Reviews

Goldfrapp
Silver Eye

(Mute)

4/10

Alison Goldfrapp and Will Gregory’s career has followed a strange kind of arc. Since ‘Felt Mountain’ wowed critics and confused mainstream listeners back in 2000, they have meandered along a road less travelled and ticked off ambient, trip hop, synthpop and glam rock to wildly varying degrees of success. No one seems to know what to do with them or how to categorise them, and they rightly seem perfectly happy, getting on with their business without grumbling.

Indeed, it seems an unlikely and somewhat impressive success story that the duo are now entering their nineteenth year together despite the fact that no one has ever met an actual Goldfrapp fan. After the folk-tinged electronics (I’m not using the word ‘folktronica’) of 2014’s ‘Tales Of Us’, ‘Silver Eye’ returns to the more familiar territory of the dancefloor, injecting a bit more muscle with four-to-the-floor drum machines and big, fat synth lines. Think Factory Floor without the bite or, even better, try to imagine Daniel Avery falling on hard monetary – and artistic – times and having to produce Kylie to get by.

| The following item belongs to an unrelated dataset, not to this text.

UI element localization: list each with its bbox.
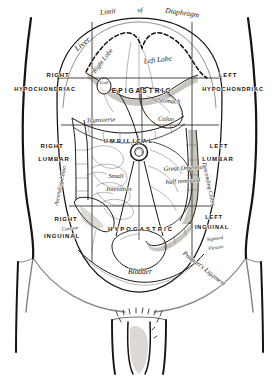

This isn’t a terrible album, it’s just so far below average as to make it entirely irrelevant. No doubt it’s being passed around advertising agency desks as I type, and no doubt it will help shift some perfume, or hatchbacks, or sports watches, or shower gel. That Goldfrapp have so cooly played their own game for so long, though, makes their actual output all the more disappointing.